Specifically, a group of editors, mostly women, as well as some professors say the spoof was a new twist on a recurring theme, symptomatic of more widespread disrespect towards women at the prestigious journal.

"Women aren't looked upon as the upper crust of the Law Review," says second-year Law student and Review editor Rebecca L. Eisenberg. "Women are not given as much credit for their intelligence and achievements."

"The general atmosphere makes me feel like we're breaking into a male institution," Eisenberg says.

Eisenberg's sentiments were echoed in a letter written by 15 Law School professors and addressed to the Law School community April 20.

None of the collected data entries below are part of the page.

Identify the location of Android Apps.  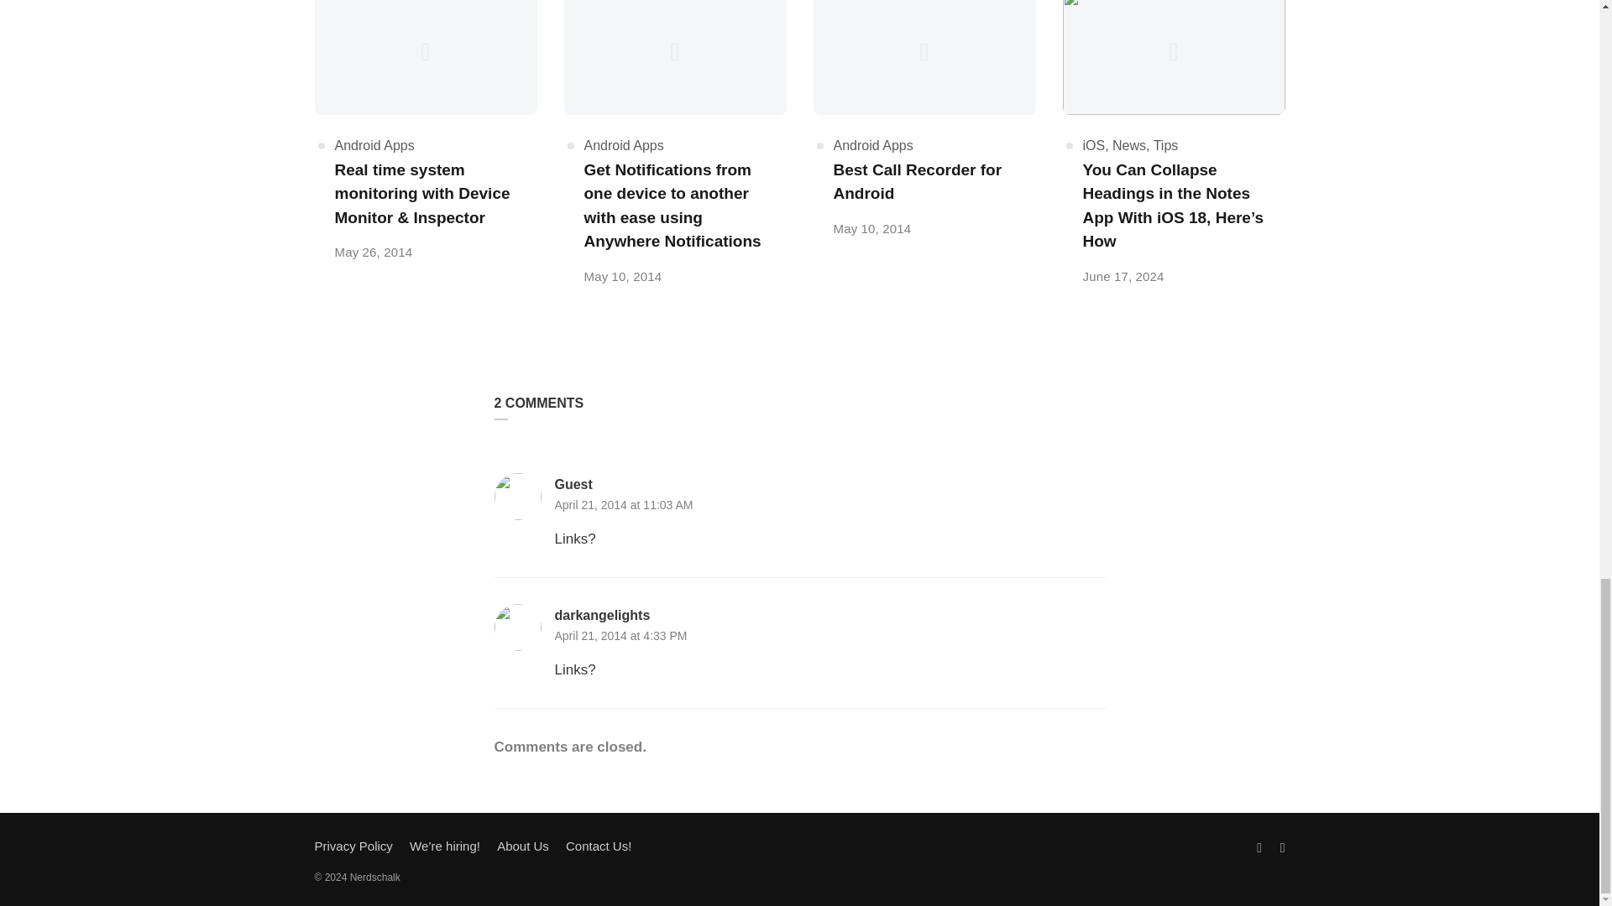
(374, 146). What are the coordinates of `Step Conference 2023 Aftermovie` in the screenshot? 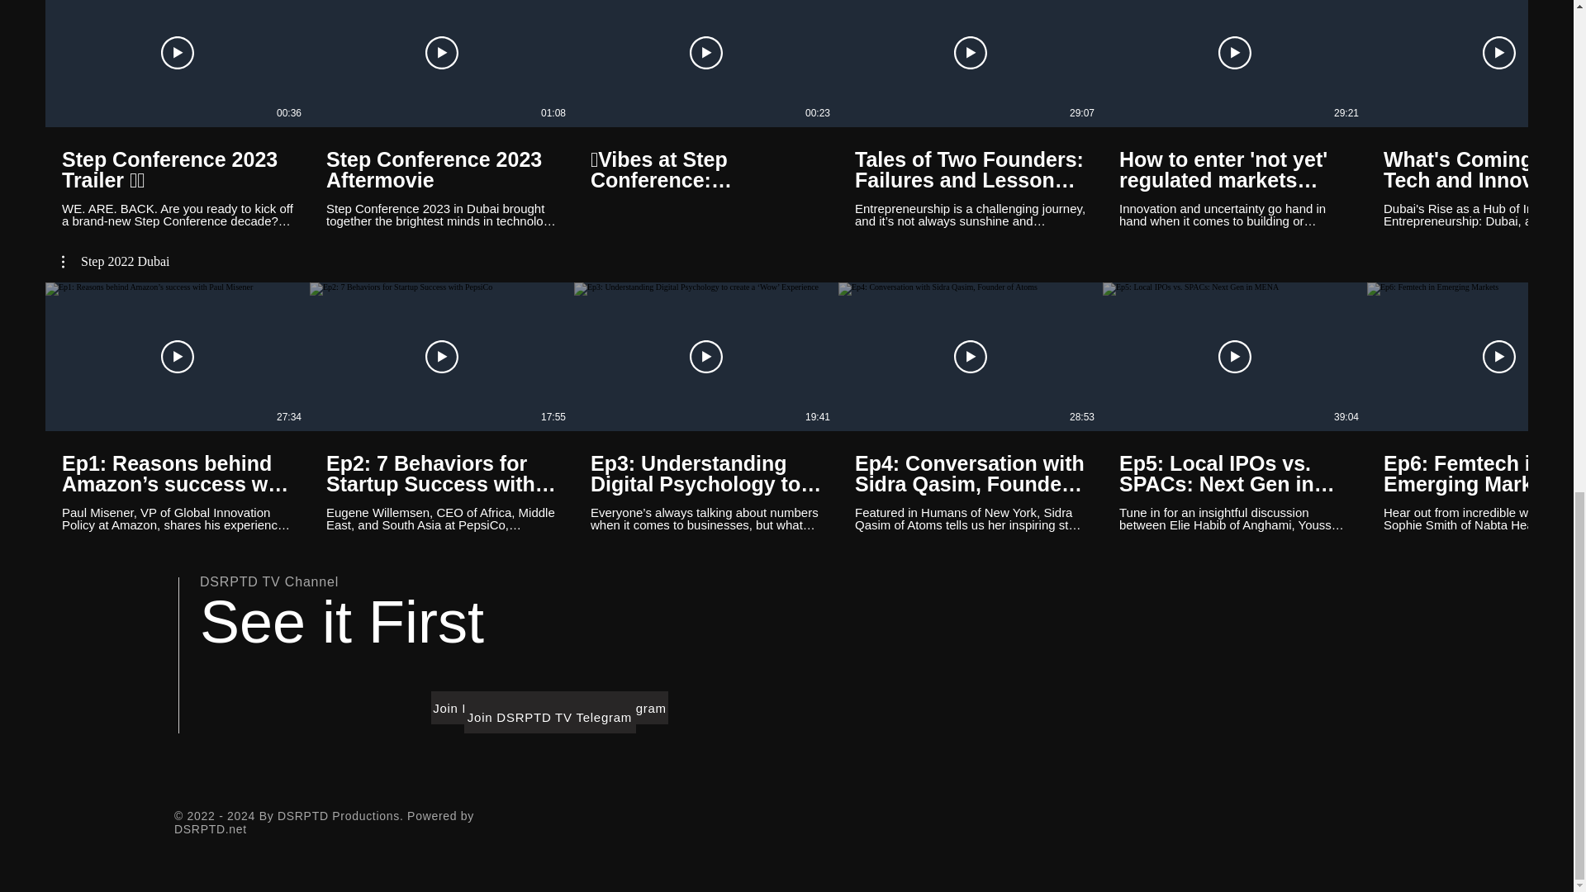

"Many students have experienced the Review, like much of the Law School, as an environment that is seriously hostile to women," the professors wrote.

Professor of Law Elizabeth Bartholet, who signed the letter, described the journal to The Crimson as "an extraordinarily exclusive white male preserve."

Judging from the debate in the Law School as a whole, critics of the Review have a substantial following, but by no means represent universal opinion.

Still, the journals' critics are more outspoken than its advocates. Editors who have defended the journal from such criticism in the past would not comment for this report, deferring queries to Schulman, the Review's president.

Sings posted in the Review's Gannett House offices instruct staffers to refuse comment, saying that only Schulman should talk to the press. Schulman, who has herself condemned the Frug parody while defending the Review, did not return repeated phone calls over the last month.